**Records shown**
== == ==
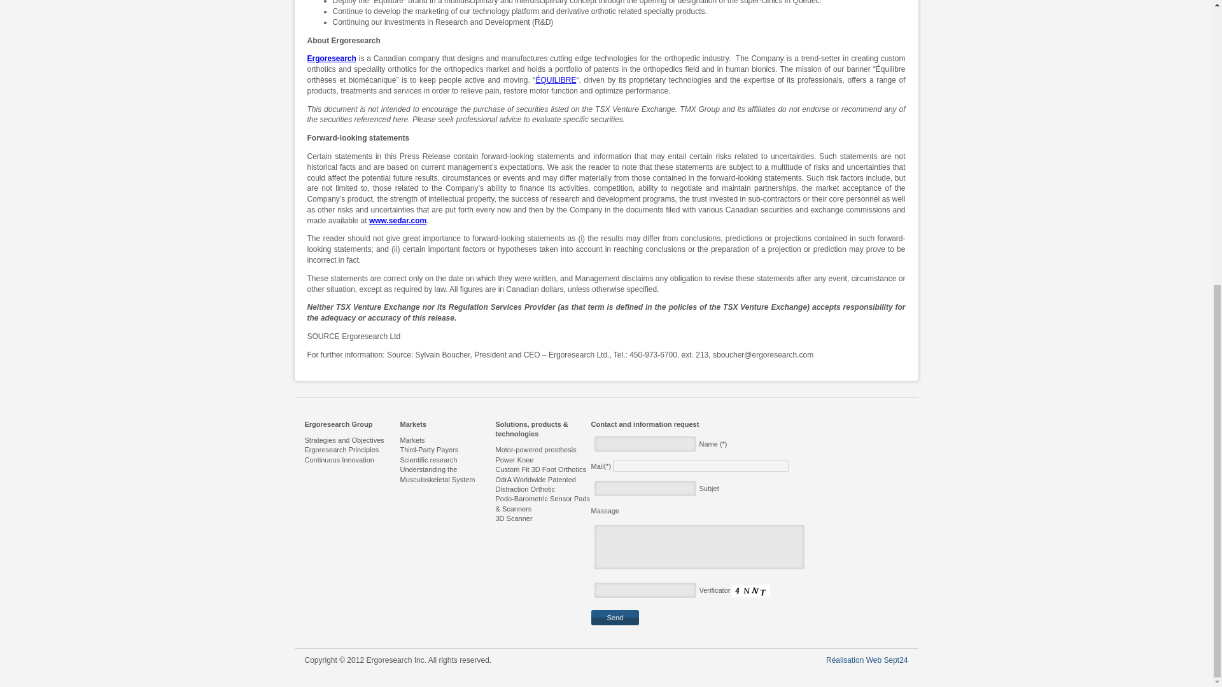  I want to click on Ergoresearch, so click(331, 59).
== == ==
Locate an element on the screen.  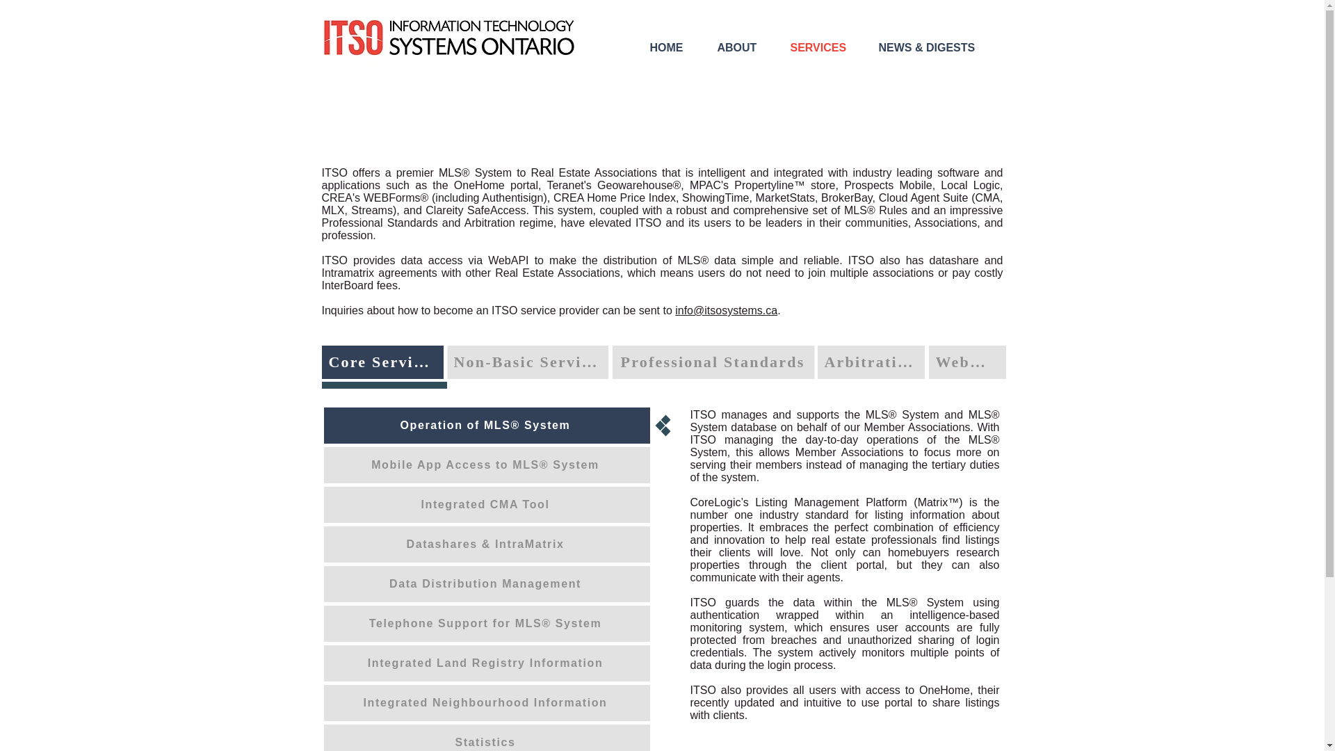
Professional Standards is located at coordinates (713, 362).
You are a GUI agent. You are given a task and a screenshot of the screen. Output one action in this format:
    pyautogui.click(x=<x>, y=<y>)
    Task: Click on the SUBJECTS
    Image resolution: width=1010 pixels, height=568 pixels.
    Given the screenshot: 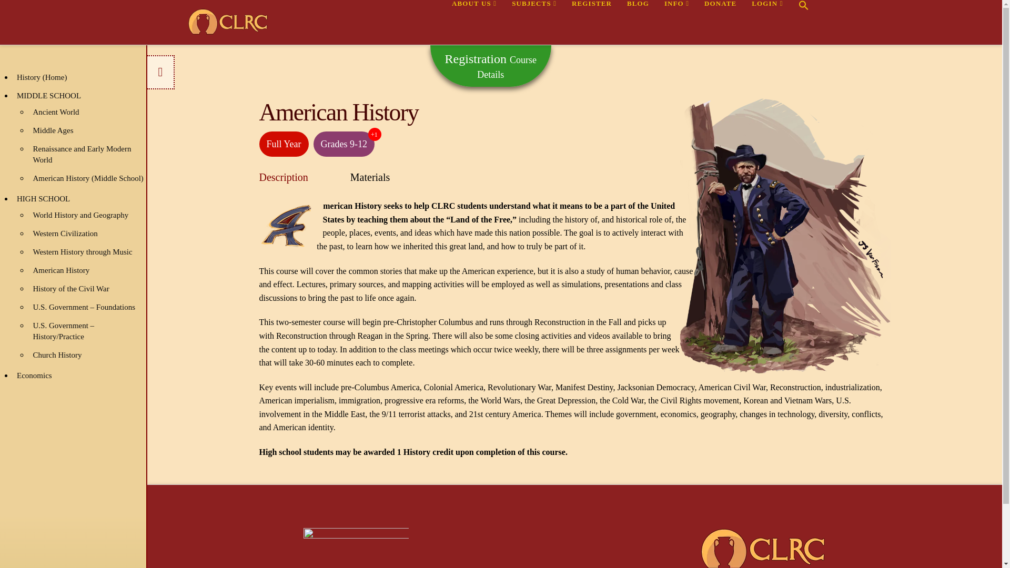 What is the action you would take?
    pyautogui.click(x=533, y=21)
== == ==
**Work item**
What's needed is an exact copy of the records above from the line containing "Locate an element on the screen." down to the line containing "pyautogui.click(x=<x>, y=<y>)", both included, without any pictures.

**Answer box**
Locate an element on the screen.  
Professional Standards is located at coordinates (713, 362).
You are a GUI agent. You are given a task and a screenshot of the screen. Output one action in this format:
    pyautogui.click(x=<x>, y=<y>)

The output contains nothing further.